» Brief: Retype exactly the lines from the one containing "reading: 0 °" through the last line of the records below, including both, and leave out any pictures.

[Supplied material]

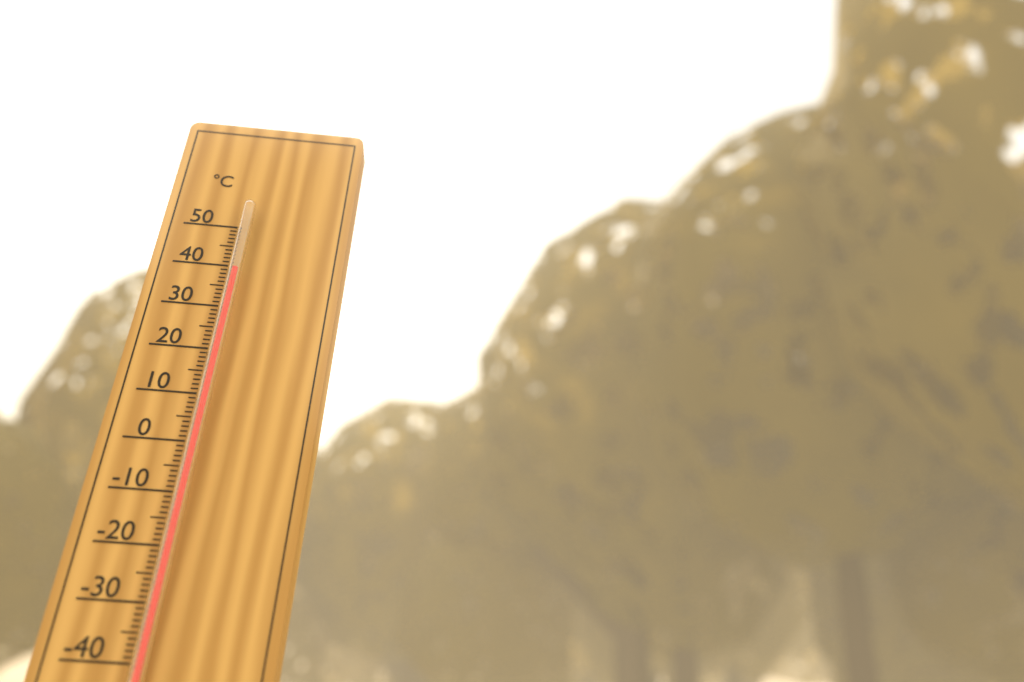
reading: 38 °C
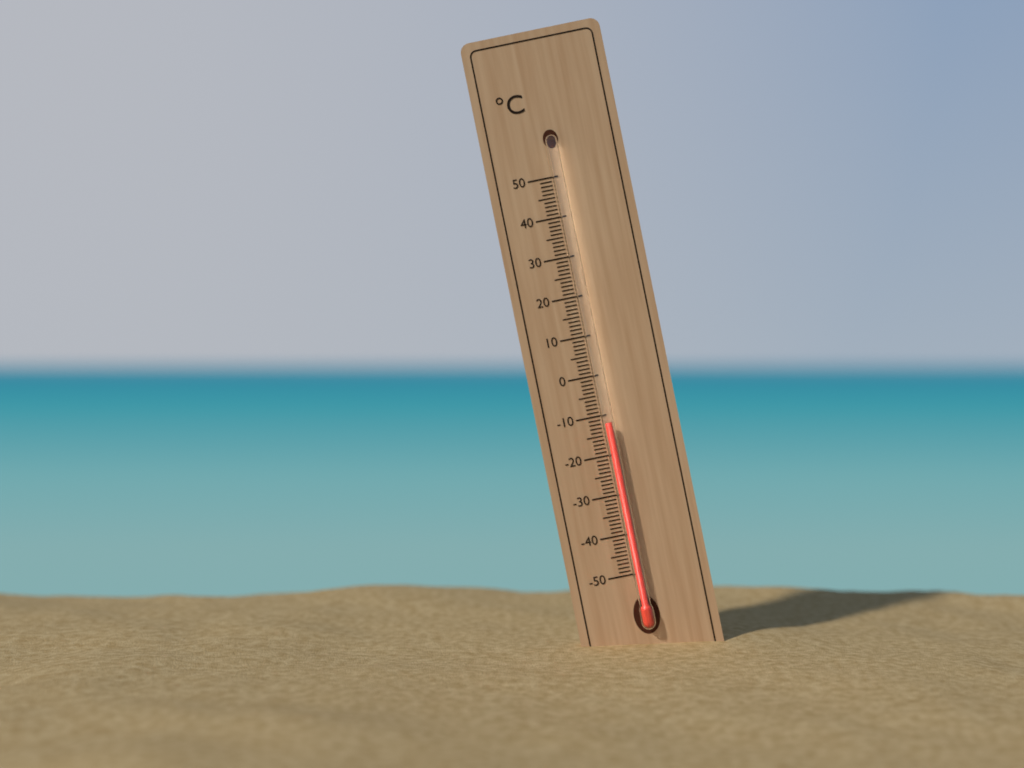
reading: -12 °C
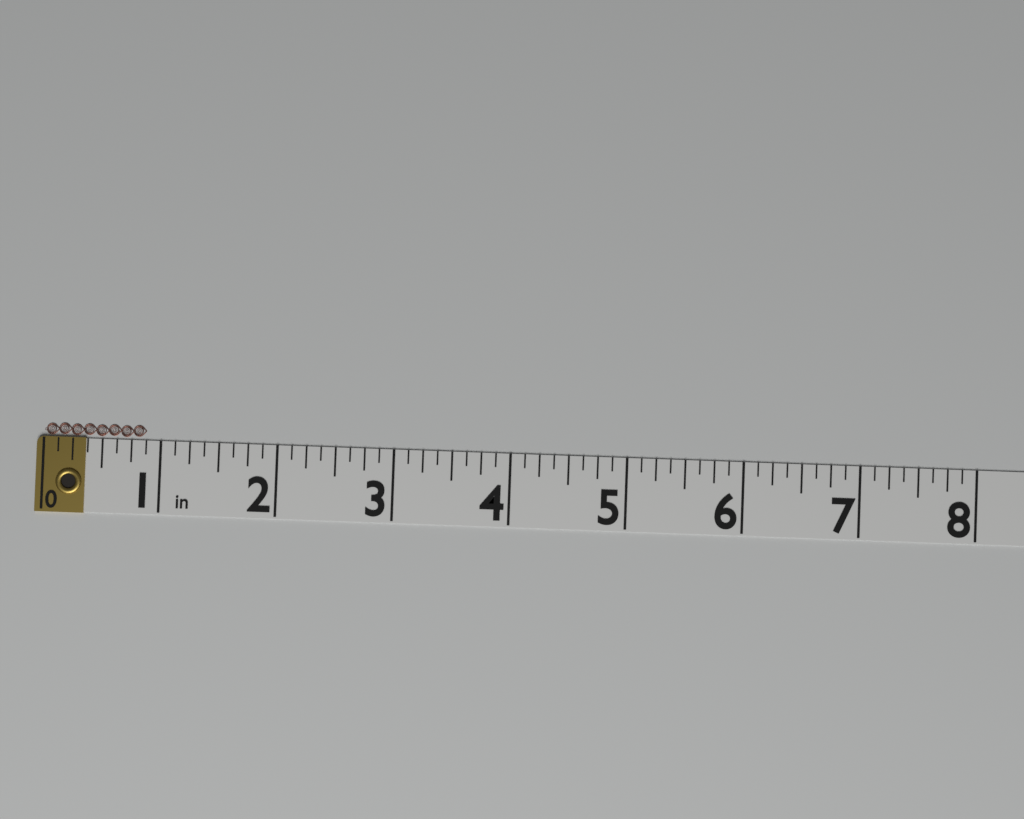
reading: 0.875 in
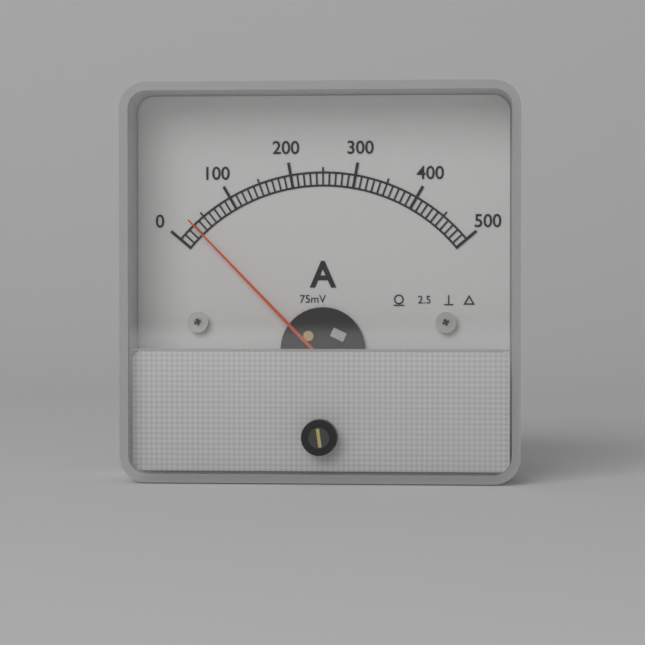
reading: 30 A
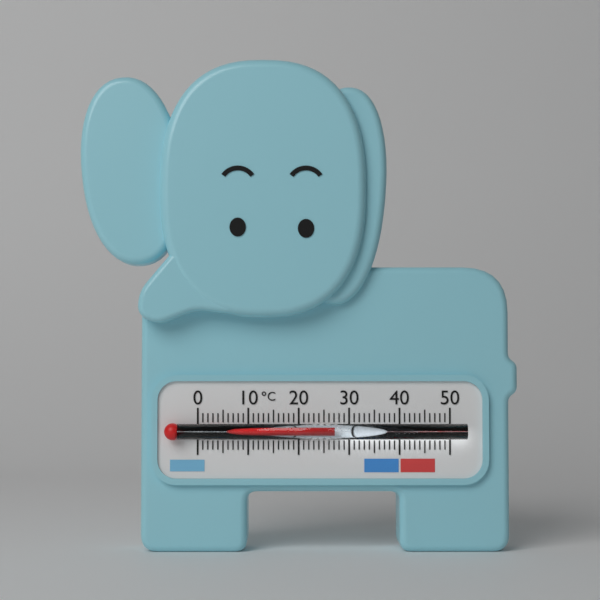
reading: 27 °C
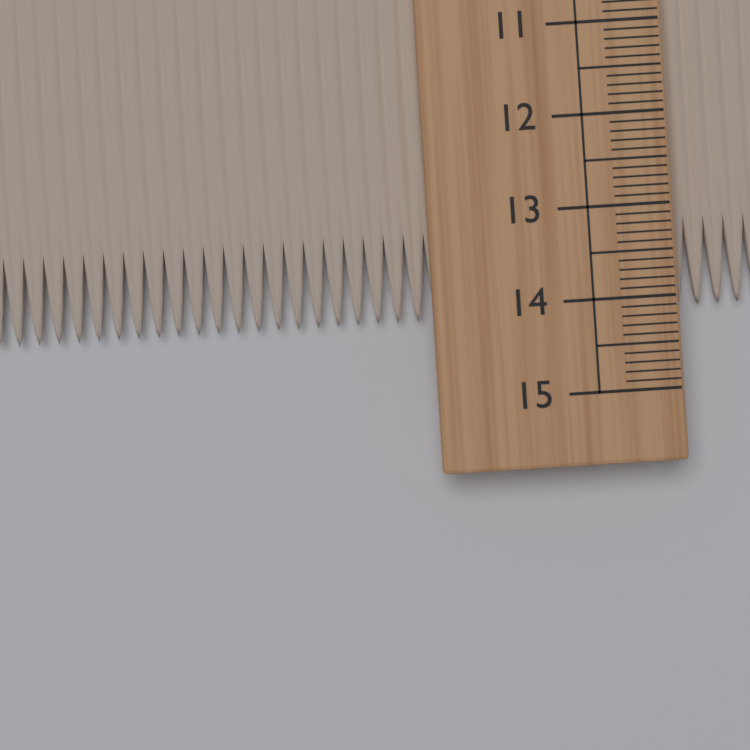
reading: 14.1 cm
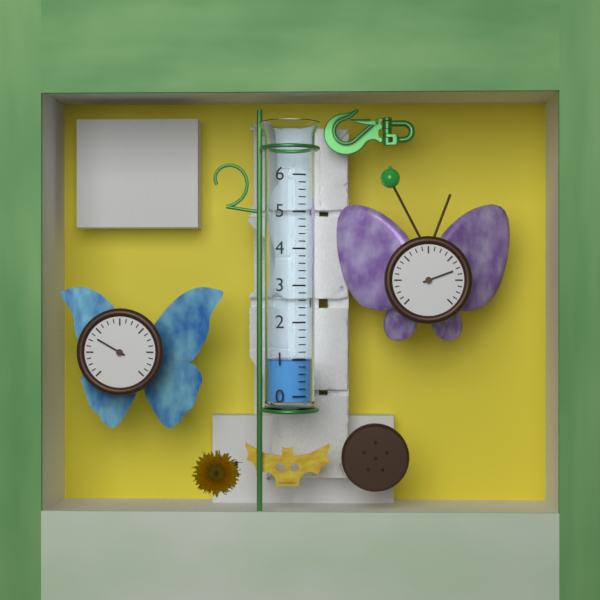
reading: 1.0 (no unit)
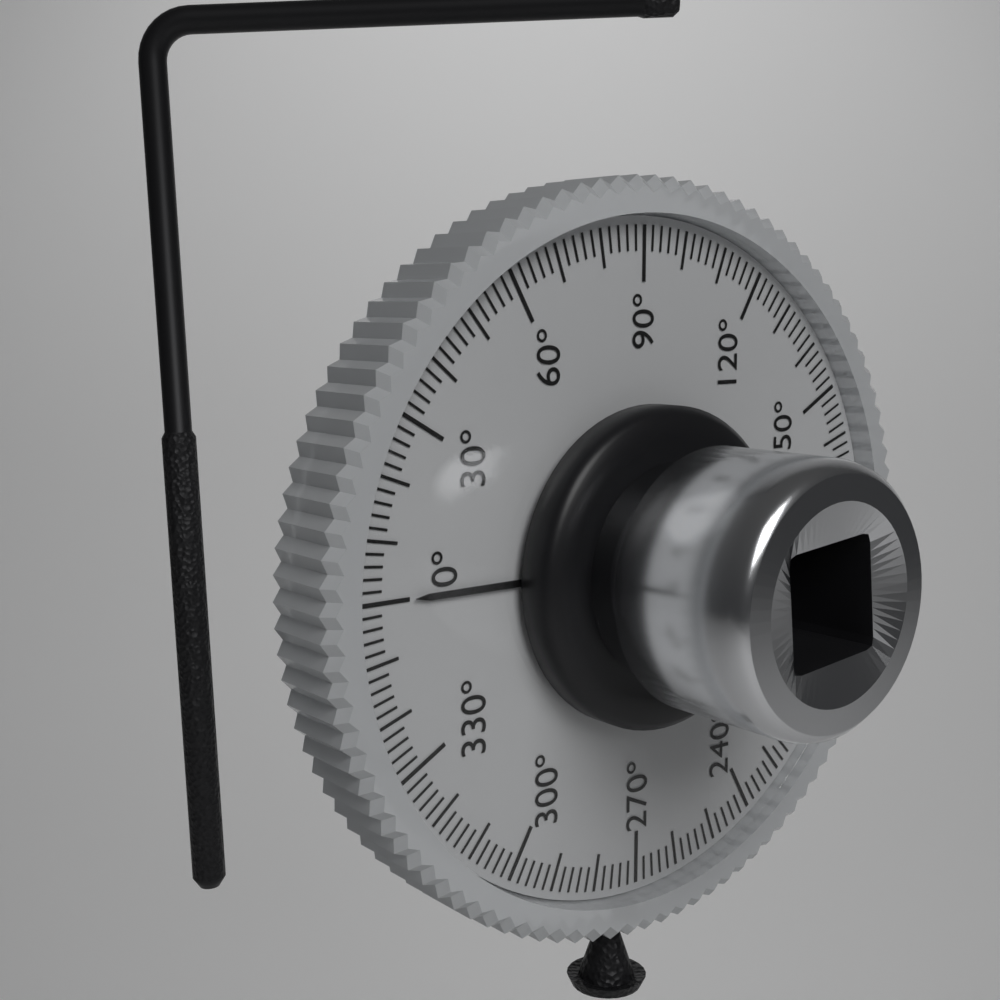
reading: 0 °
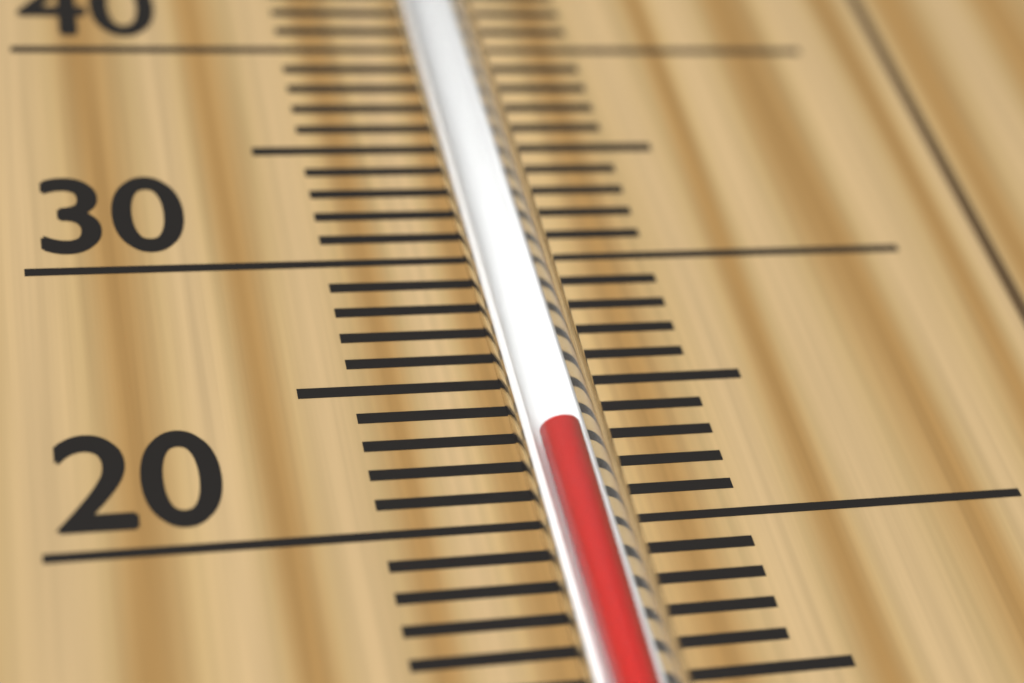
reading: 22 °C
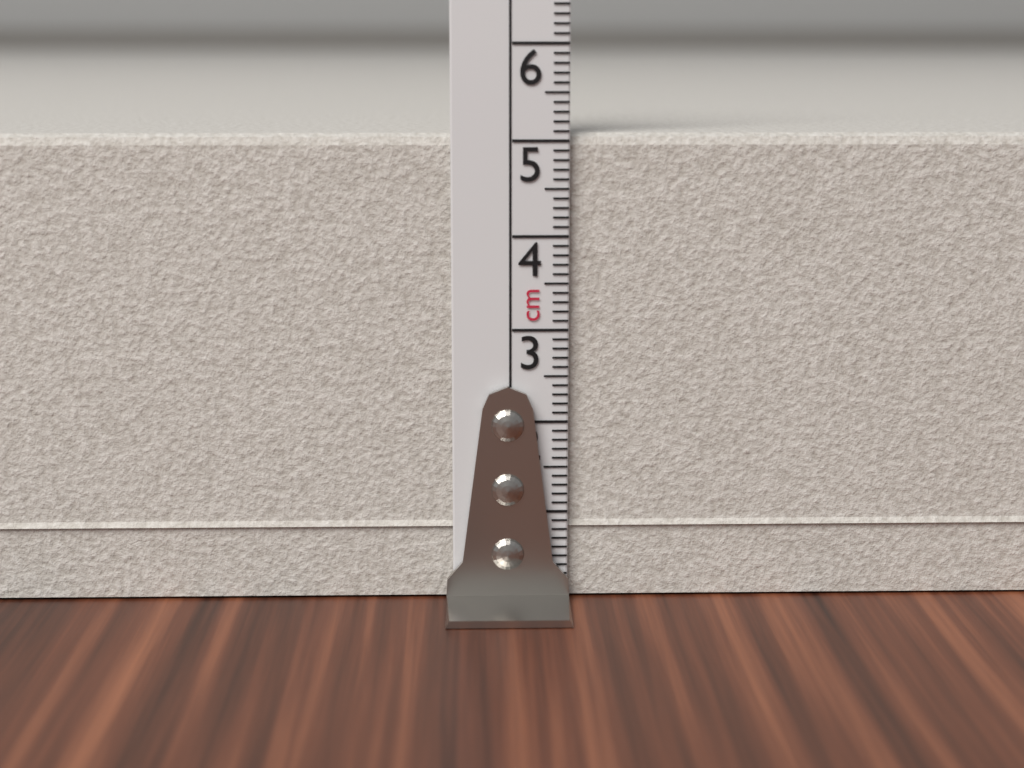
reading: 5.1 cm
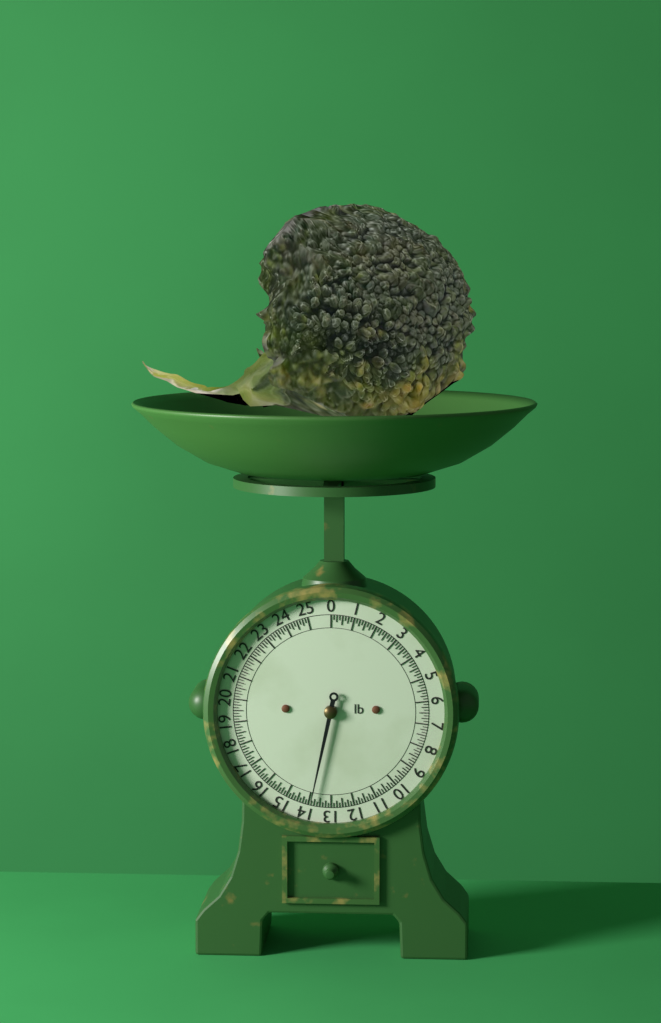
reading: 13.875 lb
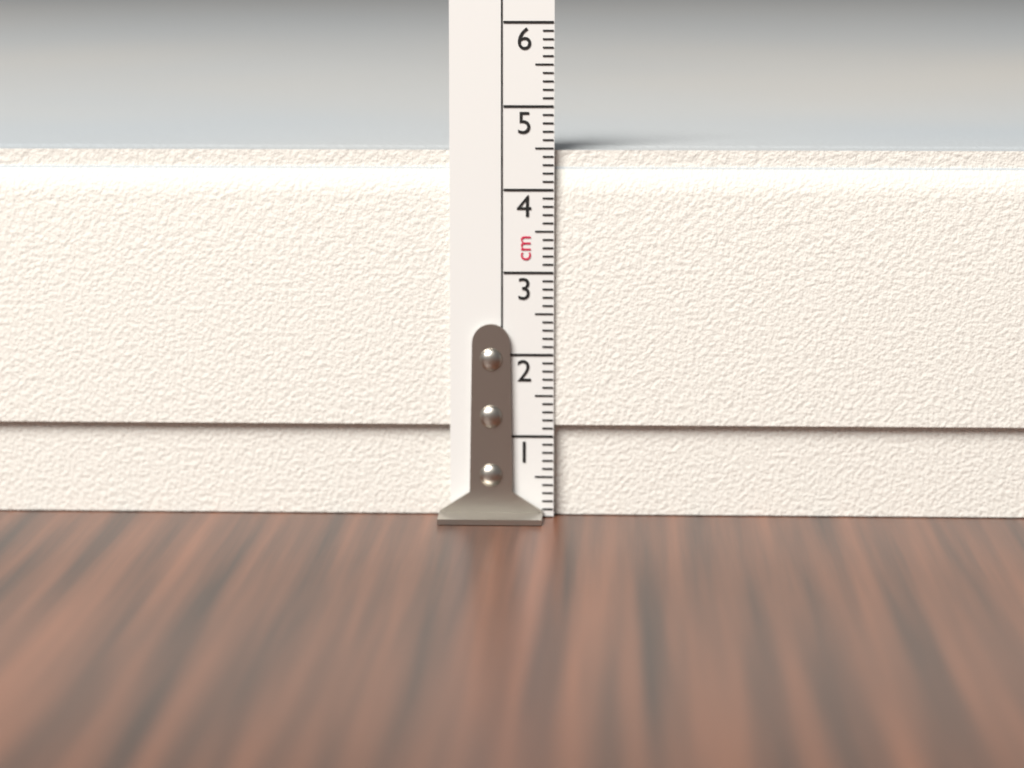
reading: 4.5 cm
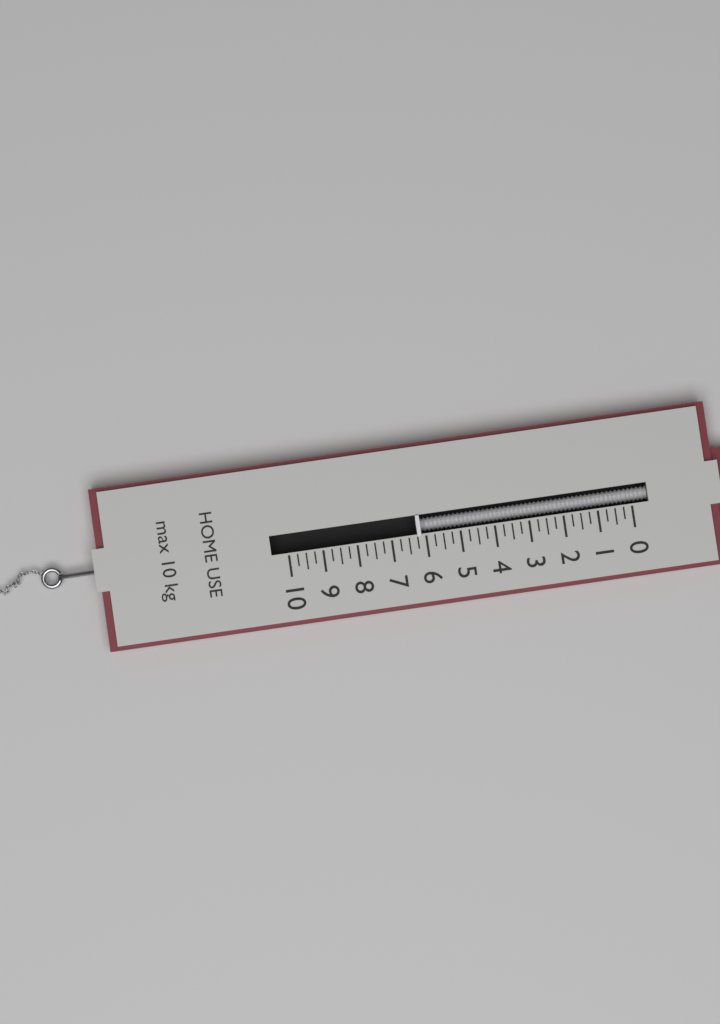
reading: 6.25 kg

[/Supplied material]

» Solved exercise:
reading: 0 °
reading: 22 °C
reading: 5.1 cm
reading: 13.875 lb
reading: 4.5 cm
reading: 6.25 kg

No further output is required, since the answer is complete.